I have with columns for ID
and Service
. An ID
may appear in more than one row, but each row will have a different service.
I want to show rows for IDs to that NOT have a specific service. However, I can't get SQL Server to exclude the whole ID; it seems to only exclude the specific rows that match the excluded service.

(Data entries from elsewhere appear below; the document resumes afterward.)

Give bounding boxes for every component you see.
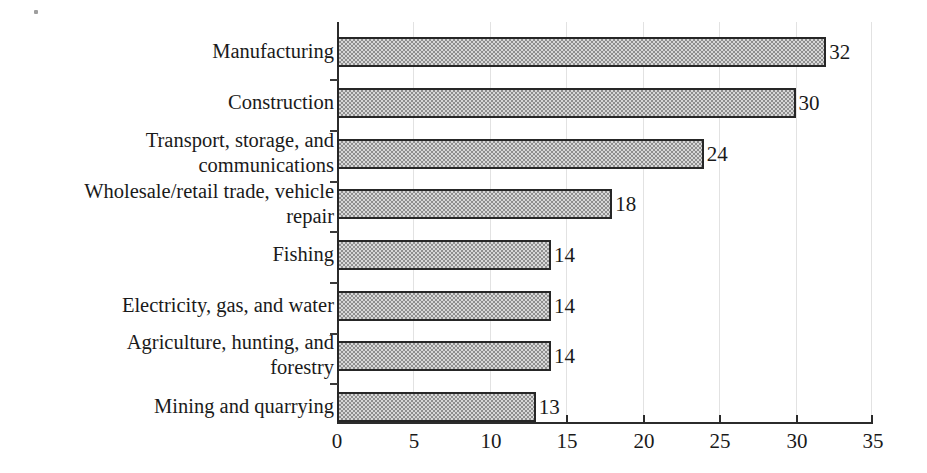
x-tick-15: [566, 415, 568, 424]
y-tick-4: [330, 231, 338, 233]
category-label-line: Mining and quarrying: [0, 394, 334, 419]
y-tick-5: [330, 282, 338, 284]
x-tick-25: [719, 415, 721, 424]
bar-mining-and-quarrying[interactable]: [337, 392, 536, 422]
y-tick-1: [330, 79, 338, 81]
category-label-transport-storage-communications: Transport, storage, and communications: [0, 128, 340, 178]
x-tick-20: [643, 415, 645, 424]
bar-manufacturing[interactable]: [337, 37, 826, 67]
category-label-mining-and-quarrying: Mining and quarrying: [0, 394, 340, 419]
gridline-25: [719, 22, 720, 423]
bar-value-label: 30: [799, 88, 820, 118]
bar-value-label: 13: [539, 392, 560, 422]
category-label-line: repair: [0, 204, 334, 229]
x-tick-label-30: 30: [787, 429, 808, 453]
bar-construction[interactable]: [337, 88, 796, 118]
bar-value-label: 32: [829, 37, 850, 67]
y-tick-7: [330, 383, 338, 385]
bar-wholesale-retail-trade-vehicle-repair[interactable]: [337, 189, 612, 219]
bar-chart: 32 30 24 18 14 14 14 13 Manufacturing Co…: [0, 0, 927, 473]
gridline-20: [643, 22, 644, 423]
bar-transport-storage-communications[interactable]: [337, 139, 704, 169]
bar-fishing[interactable]: [337, 240, 551, 270]
category-label-fishing: Fishing: [0, 242, 340, 267]
category-label-line: Fishing: [0, 242, 334, 267]
category-label-line: Manufacturing: [0, 39, 334, 64]
bar-electricity-gas-water[interactable]: [337, 291, 551, 321]
bar-value-label: 14: [554, 240, 575, 270]
x-axis-end-tick: [871, 415, 873, 424]
scan-artifact-speck: [34, 10, 38, 14]
x-tick-label-25: 25: [710, 429, 731, 453]
category-label-line: communications: [0, 153, 334, 178]
x-axis-line: [337, 422, 873, 424]
x-tick-label-0: 0: [332, 429, 343, 453]
gridline-30: [796, 22, 797, 423]
category-label-manufacturing: Manufacturing: [0, 39, 340, 64]
bar-value-label: 18: [615, 189, 636, 219]
x-tick-label-10: 10: [481, 429, 502, 453]
category-label-electricity-gas-water: Electricity, gas, and water: [0, 293, 340, 318]
x-tick-label-20: 20: [634, 429, 655, 453]
category-label-line: Electricity, gas, and water: [0, 293, 334, 318]
gridline-35: [871, 22, 872, 423]
x-tick-label-5: 5: [409, 429, 420, 453]
x-tick-label-15: 15: [557, 429, 578, 453]
category-label-line: Transport, storage, and: [0, 128, 334, 153]
category-label-line: forestry: [0, 355, 334, 380]
category-label-line: Agriculture, hunting, and: [0, 330, 334, 355]
category-label-wholesale-retail-trade-vehicle-repair: Wholesale/retail trade, vehicle repair: [0, 179, 340, 229]
category-label-construction: Construction: [0, 90, 340, 115]
bar-value-label: 14: [554, 341, 575, 371]
bar-agriculture-hunting-forestry[interactable]: [337, 341, 551, 371]
x-tick-30: [796, 415, 798, 424]
bar-value-label: 14: [554, 291, 575, 321]
category-label-line: Wholesale/retail trade, vehicle: [0, 179, 334, 204]
category-label-line: Construction: [0, 90, 334, 115]
category-label-agriculture-hunting-forestry: Agriculture, hunting, and forestry: [0, 330, 340, 380]
x-tick-label-35: 35: [863, 429, 884, 453]
bar-value-label: 24: [707, 139, 728, 169]
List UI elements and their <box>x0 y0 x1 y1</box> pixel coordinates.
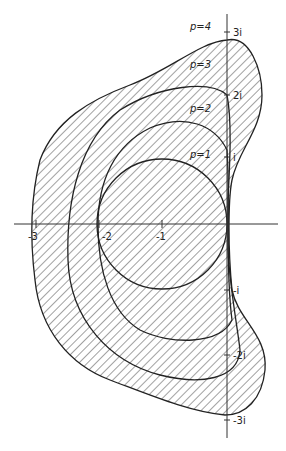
svg-text:-2: -2 <box>102 231 112 242</box>
svg-text:-3i: -3i <box>233 415 246 426</box>
stability-diagram: -3 -2 -1 3i 2i i -i -2i -3i p=4 p=3 p=2 … <box>0 0 286 451</box>
svg-text:-1: -1 <box>156 231 166 242</box>
label-p3: p=3 <box>189 59 211 70</box>
label-p2: p=2 <box>189 103 211 114</box>
svg-text:-2i: -2i <box>233 350 246 361</box>
svg-text:-i: -i <box>233 285 239 296</box>
label-p1: p=1 <box>189 149 211 160</box>
label-p4: p=4 <box>189 21 211 32</box>
svg-text:-3: -3 <box>28 231 38 242</box>
svg-text:3i: 3i <box>233 27 242 38</box>
svg-text:2i: 2i <box>233 90 242 101</box>
svg-text:i: i <box>233 152 236 163</box>
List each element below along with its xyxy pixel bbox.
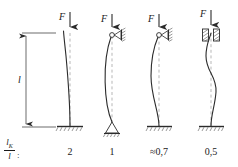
case-4-fixed-base [198, 127, 224, 132]
length-dimension [22, 33, 56, 127]
fraction-numerator: lK [5, 138, 14, 149]
case-4-ratio-value: 0,5 [197, 147, 225, 157]
fraction-stack: lK l [4, 138, 15, 161]
case-3-column-group [146, 14, 172, 131]
euler-buckling-figure: F F F F l lK l : 2 1 ≈0,7 0,5 [0, 0, 238, 167]
case-3-force-label: F [148, 14, 154, 24]
case-2-top-roller-support [110, 28, 126, 41]
case-1-ratio-value: 2 [58, 147, 82, 157]
case-3-ratio-value: ≈0,7 [144, 147, 174, 157]
case-3-fixed-base [146, 127, 172, 132]
figure-canvas [0, 0, 238, 167]
fraction-denominator: l [7, 152, 12, 161]
effective-length-ratio-label: lK l : [4, 138, 20, 161]
case-1-force-label: F [59, 12, 65, 22]
case-3-top-roller-support [157, 28, 173, 41]
case-2-column-group [103, 14, 125, 137]
length-label: l [18, 75, 21, 85]
case-2-ratio-value: 1 [100, 147, 124, 157]
case-1-fixed-base [56, 127, 83, 132]
case-4-column-group [198, 10, 224, 131]
case-2-force-label: F [101, 14, 107, 24]
case-4-force-label: F [200, 9, 206, 19]
case-1-column-group [56, 12, 83, 131]
case-2-bottom-pin-support [103, 122, 120, 137]
fraction-colon: : [17, 150, 20, 161]
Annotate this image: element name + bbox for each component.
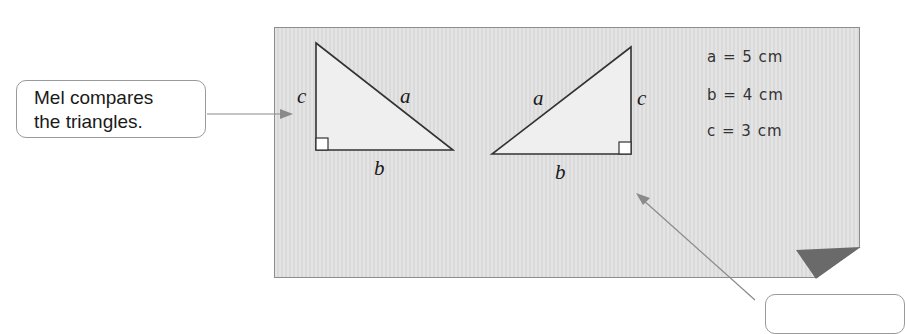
- measurement-c: c = 3 cm: [707, 122, 783, 140]
- right-triangle-label-b: b: [555, 160, 566, 185]
- bottom-callout-arrow-line: [642, 199, 755, 300]
- right-triangle-label-a: a: [533, 86, 544, 111]
- bottom-callout-box: [765, 294, 905, 334]
- callout-mel-compares: Mel compares the triangles.: [16, 80, 206, 138]
- left-triangle-label-c: c: [297, 84, 306, 109]
- callout-line-2: the triangles.: [34, 110, 205, 134]
- measurement-b: b = 4 cm: [707, 86, 784, 104]
- left-triangle-label-a: a: [400, 84, 411, 109]
- right-triangle-label-c: c: [637, 86, 646, 111]
- arrowhead-icon: [636, 193, 650, 205]
- right-angle-marker-left: [316, 138, 328, 150]
- arrowhead-icon: [280, 109, 293, 119]
- left-triangle-label-b: b: [374, 156, 385, 181]
- right-angle-marker-right: [619, 142, 631, 154]
- measurement-a: a = 5 cm: [707, 48, 783, 66]
- callout-line-1: Mel compares: [34, 86, 205, 110]
- left-triangle: [316, 43, 453, 150]
- right-triangle: [492, 47, 631, 154]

Here is what I have so far:
SELECT
distinct id ,
it.service
FROM [system].[dbo].[Data] AQ
INNER JOIN [system].[dbo].[data_Items] it on it.id= AQ.id
WHERE it.service != 'medical'
OUTPUT
id | service |
---|---|
1234 | IT support |
1234 | Other |
This query excluded just the rows with medical
service.
What I need is that if the ID has a medical
service, it never appears even if it has other services.
3条答案
按热度按时间bpsygsoo1#
OR
OR
These are listed -- somewhat surprisingly -- in order of expected performance (my intuition is the JOIN would be faster, by my intuition is wrong here, which is why we profile). Regardless, it's worth knowing all three techniques.
o2rvlv0m2#
Another way to achieve the wanted result is via a group by query and use of the having clause.
Notes. As your original query is using
select distinct
, this approach will also reduce the rows to a minimum.n3schb8v3#
You can use a window function for this. This requires only a single scan of the base table, no self-joins are required.